In 1521 Anne left Paris on her father’s orders as France became involved in Scottish political affairs. The Imperial Ambassador recorded that Anne’s departure was mentioned by Francis I, and that she was one of Queen Claude’s ladies. The reason for Anne leaving may be indicated by a letter from Francis I complaining of England’s aggressive intentions towards France, as evidence for which he sites the English scholars leaving Paris and ‘Mr Boleyn’s’ daughter returning to England.
8
If she was born in 1507, Anne would then have been 15 years old.

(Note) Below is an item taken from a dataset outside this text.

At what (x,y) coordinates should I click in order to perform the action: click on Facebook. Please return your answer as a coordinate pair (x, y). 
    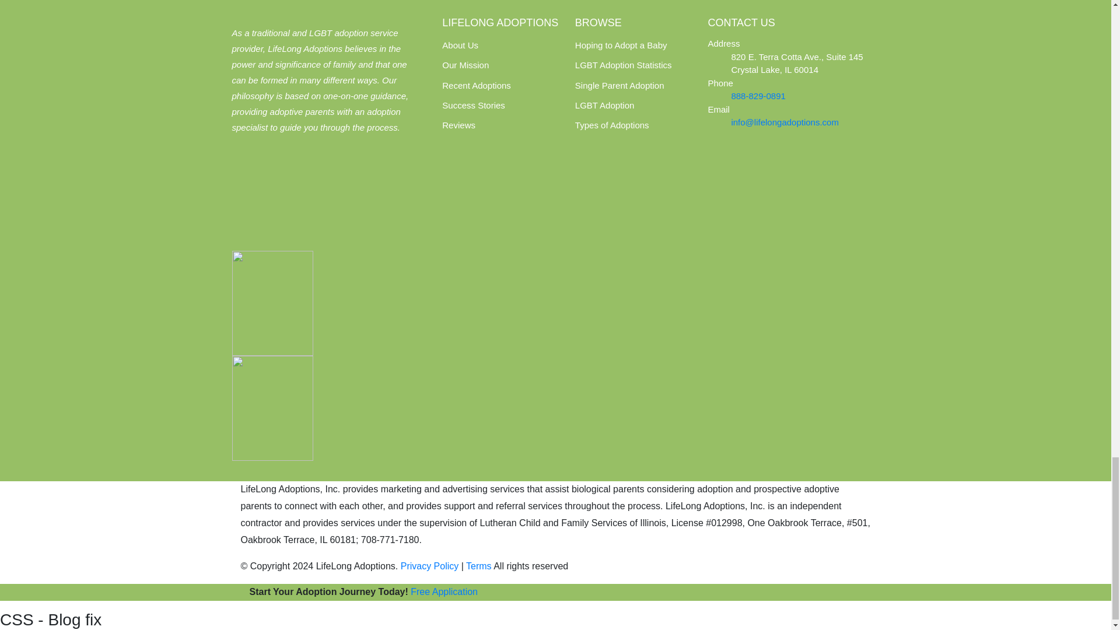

Back in England, Thomas Boleyn and Piers Butler were in conflict over the vacant Earldom of Ormonde. Thomas had right of inheritance through his mother, but Butler was in possession of it. The Earl of Surrey, Thomas’s brother-in-law, suggested that the whole matter could be settled if Piers’ son, James Butler, a young gentleman in Wolsey’s household, married Thomas’s daughter. Although this daughter is never mentioned by name, it is Anne who is referred to rather than Mary, who had already married William Carey in February 1520. Piers Butler approved; the Irish lords approved, Henry VIII and Wolsey approved. In October 1521, Wolsey wrote to Henry: ‘I shall … devise with Your Grace how the marriage betwixt him [ James Butler] and Sir Thomas Boleyn’s daughter may be brought to pass … ’
9
As it turned out, the suggestion came to nothing. The marriage proposal foundered when each party thought he could succeed without it. Piers Butler succeeded in aligning the Irish lords with him and held the Irish estates, paying Thomas Boleyn a small rent. He surrendered the title of Earl of Ormonde in return for the title of Earl of Ossory. In 1529, after Wolsey’s fall, the Ormonde title was finally awarded to Thomas Boleyn.

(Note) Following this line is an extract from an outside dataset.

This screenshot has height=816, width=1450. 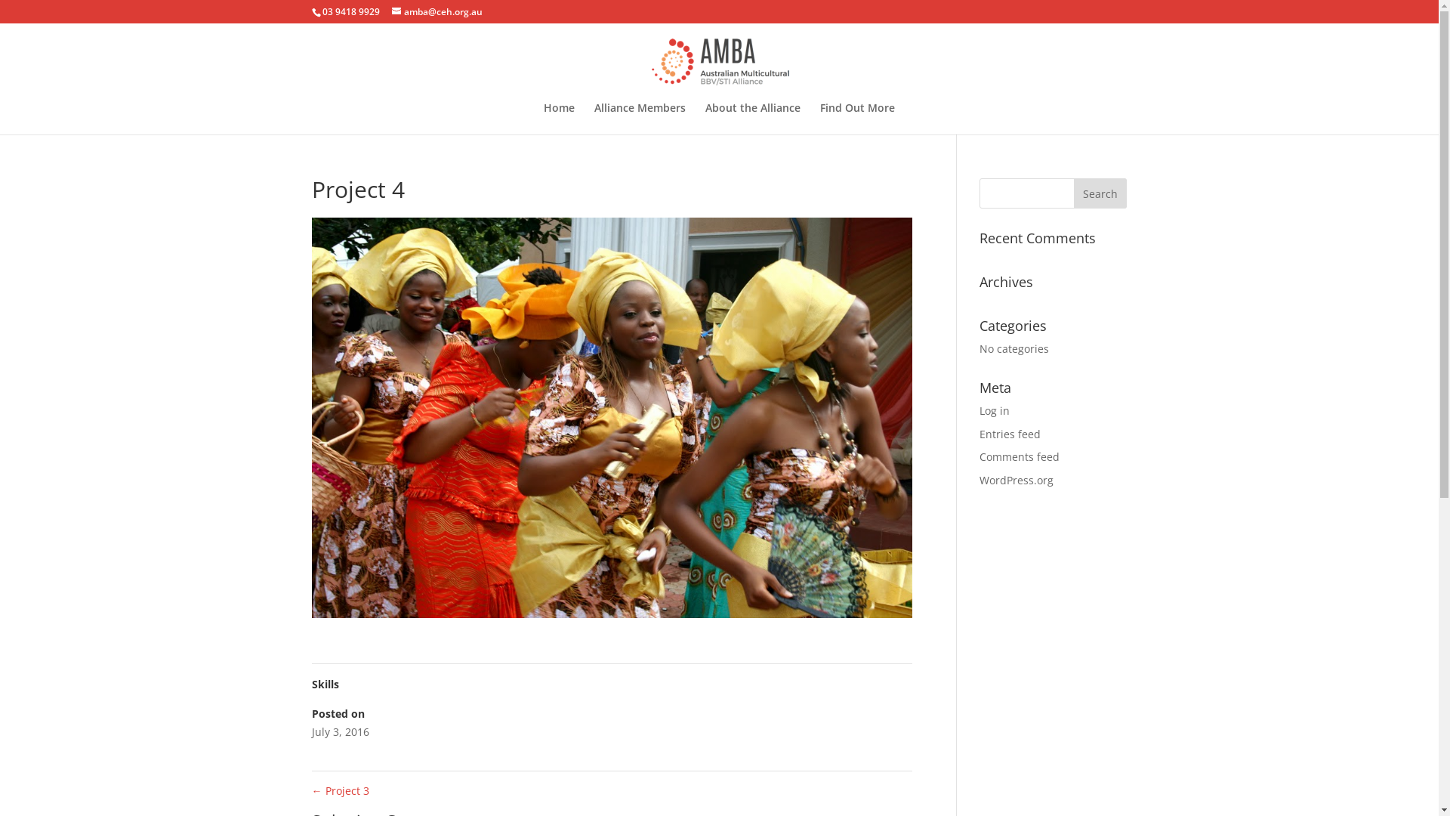 I want to click on About the Alliance, so click(x=753, y=119).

From the time she was 6 until she was 15, Anne was brought up in the glittering Renaissance courts of Europe where she learned French manners that gave her a cosmopolitan sparkle amongst the English ladies. The French were leaders in fashion, and court ladies were expected to be elegant, learned, witty and talented. Like other ladies of her time, Anne Boleyn wrote poetry, played and sang her own compositions, and even assisted in the design of her own dresses. In March 1522 Anne’s first post at the English Court was with the Royal Wardrobe. Thanks to her father’s position, his closeness to Henry VIII, and her sister Mary’s relationship with the King, Anne soon became one of Catherine of Aragon’s ladies-in-waiting. Although formally one of the Queen’s ladies, Anne also became part of the group who glittered around Mary, Duchess of Suffolk, Henry VIII’s beloved sister and one of the Court’s most merry and glamorous ladies. As the years passed, Catherine of Aragon’s immediate circle became older, more worthy and religious – Mary’s comprised gay and charming young people.